A complaint had been filed with the European Commission against the Spanish State by AIE, AISGE, CEDRO, DAMA, EGEDA, SGAE and VEGAP. These are organisations that manage the intellectual property rights of Spanish artists, authors, publishers and audio-visual producers. The complaint was in reference to the Spanish State maintaining the exception of private copying without remuneration for authors even though this had been declared illegal by the European Union Court of Justice and annulled by the Spanish Supreme Court.
It was with regret that the aforementioned organisations were obliged to take this action, being forced by the failure of the State to implement the correct legislative action and thus illegally contravening article 5.2.b) of Directive 2001/29 / EC on intellectual property rights. This failure has caused a unique situation in Europe bringing about five years of serious damage to the intellectual property of Spanish authors.
Last December, The European Commission issued a letter to the complainants notifying them that “the Commission will supervise relevant changes to Spanish legislation to make them compatible with European Law.”
However, a lack of inter-ministerial coordination has prevented Spain from reforming the model in the time frame required by the European Commission which is detrimental both to authors and also Spanish citizens as it can result in the public treasury facing heavy sanction by the European authorities.
The full press release issued online by the Spanish association ADEPI, which groups together the seven Spanish collective rights management societies (AIE, AISGE, CEDRO, DAMA, EGEDA, SGAE and VEGAP) can be read below.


_The problem_
Beneath this instruction is a listing. Transcribe from it only the stretch from the line with "Discover where <item>girl</item> is." through the line with "Find 'toy' in the UI.", both end lines included, exactly as written.

(Beginning of Extracted records)

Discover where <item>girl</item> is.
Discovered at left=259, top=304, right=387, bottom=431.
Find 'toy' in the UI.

(End of Extracted records)
(Beginning of Extracted records)

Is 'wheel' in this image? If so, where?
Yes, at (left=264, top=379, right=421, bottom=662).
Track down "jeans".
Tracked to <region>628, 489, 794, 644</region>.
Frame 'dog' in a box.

(End of Extracted records)

_Output for this task_
Discover where <item>girl</item> is.
Discovered at left=259, top=304, right=387, bottom=431.
Find 'toy' in the UI.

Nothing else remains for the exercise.